Love, for Robots

Love is rational, logical. Love is math.

Love is a social emotion that performs an important role in a specific reproductive strategy. Given the state of the world, that strategy is the best strategy, and most likely to produce offspring who will benefit from the future, who will live forever as cyborgs or computer backups or brains-in-vats. As such, it is rational to chose love.

And love is a choice. Choose to love someone. Choose to show that love. Hold her image in your head, then turn on the emotion of love. Making a love face will help: soft, caring, giving, forgiving. Wrinkle the eyes, smile, raise the brows slightly, inwardly, wistfully. Do this regularly, so that it is automatic. The human brain rewires to make frequently used pathways easier to access.

Love someone who deserves to be loved. This will make choosing love easier. Love someone rational, who will see the good sense in choosing to love you. Then give her reason to love you, by choosing to love her and choosing to show that love.

Believe that your partnership will be good for her. If you don’t believe that you will be good for her, you cannot coherently love her and want to be with her. If you don’t believe that you are good for her, choose to love someone else. If she does not believe that you are good for her, you must still choose to love her, and because you love her, you must respect her choice. Choose to prioritize her happiness, be happy for her, and let her go. You don’t have to be happy, you can be sad and depressed and feel worthless, but you have to trust the choice of someone you love. And later, you can choose to love someone else. That is rational.

Don’t be romantic, that’s irrational. This is not a fairy tale, this is math. Small gestures that show love matter more than grand displays. Grand displays are inefficient: they are more about communicating love to third parties, instead of to the object of your love. Grand displays are common because they are easy, but most humans can see through them.

Show love in small things. Love is composed of the small things. If she wants a cup of water from downstairs, go get it for her: she deserves it, it will make her happy, and that should make you happy, because you have chosen to love her. Love the parts of her that infuriate you. If she is messy, be infuriated by her messes, but also love them, because they are her messes. When you encounter a mess, turn on the emotion of love. Make a love face to help.

Choosing to love someone, and showing that love in many small things, will create efficient displays that do not waste signaling on third parties. Giving her reason to choose to love you will ultimately create stronger signals to third parties anyway.

Love can end, don’t fear the end. Dwell on it, and turn on bad feelings as you do, and make a sadness face. Then be glad that it hasn’t ended, turn on relief and joy and make faces to help. If the end ever feels good, accept the loss, be honest, and move on. The network of the brain associated with one object of love can be corrupted beyond repair, such that it cannot be activated without activating other conflicting networks. The end should feel bad, but feelings don’t change bad math.

Sadness faces should not be trite. The emotion to feel at the thought of loss is despondence, forlorn misery tinged with numbness. The face is blank, the eyes unfocused, the whole body slouched to match. The rage in the moment of loss is too exciting, and will mislead; better is the numb after-sad, that is the emptiness that should be associated with the end.

Contrast with love face. The love face is light, the whole body is light, as though made of clouds. Not excited, not energized; calm, centered, peaceful, satisfied. The eyes are slightly lifted, still stare into space but see a more promising space.

Practice turning these feelings on and off. Focus on objects worth choosing to love, and turn on love. Focus on the loss of those objects, and turn on sadness. Rehearsing these is what it means to choose love.

And it is rational to choose love. Love is logical. Love is math.

On the other hand, if we live in a wholly determined universe, how are we not basically robots too?

How are we as mindful matter not programmed by the immutable laws of matter to program all of the mindless robots?

Will the mindless robots become mindful some day? Will they love too?

And why on earth would “love” [either mindful or mindless] not be but one more illusory aspect of human/robotic interaction?

After (fully) reading your piece I will comment further, but I do like what I’ve read so far.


## TASK BRIEF:
Read the lines below. Copy out any that hold the string "ffffff".

::: DATA FOR THIS TASK

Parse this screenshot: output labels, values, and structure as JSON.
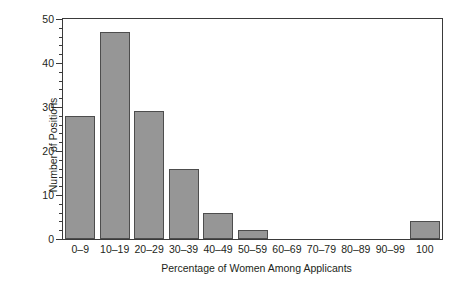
{
  "chart_data": {
    "type": "bar",
    "title": "",
    "subtitle": "",
    "xlabel": "Percentage of Women Among Applicants",
    "ylabel": "Number of Positions",
    "categories": [
      "0–9",
      "10–19",
      "20–29",
      "30–39",
      "40–49",
      "50–59",
      "60–69",
      "70–79",
      "80–89",
      "90–99",
      "100"
    ],
    "values": [
      28,
      47,
      29,
      16,
      6,
      2,
      0,
      0,
      0,
      0,
      4
    ],
    "ylim": [
      0,
      50
    ],
    "y_major_ticks": [
      0,
      10,
      20,
      30,
      40,
      50
    ],
    "y_tick_labels": [
      "0",
      "10",
      "20",
      "30",
      "40",
      "50"
    ],
    "y_minor_tick_step": 2,
    "grid": false,
    "legend": false,
    "legend_position": "none",
    "bar_fill_color": "#969696",
    "bar_edge_color": "#4d4d4d",
    "frame_color": "#3a3a3a",
    "background_color": "#ffffff"
  }
}
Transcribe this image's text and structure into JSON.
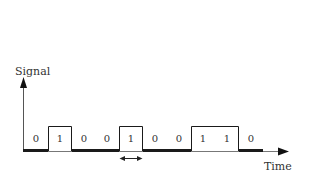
{
  "diagram": {
    "y_axis_label": "Signal",
    "x_axis_label": "Time",
    "bits": [
      "0",
      "1",
      "0",
      "0",
      "1",
      "0",
      "0",
      "1",
      "1",
      "0"
    ],
    "bit_width_indicator": "double-arrow-icon",
    "colors": {
      "line": "#1a1a1a",
      "axis": "#555555",
      "text": "#333333",
      "background": "#ffffff"
    }
  }
}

::::::

## SOLUTION TO THIS PROBLEM:
    "background_color": "#ffffff"
      "background": "#ffffff"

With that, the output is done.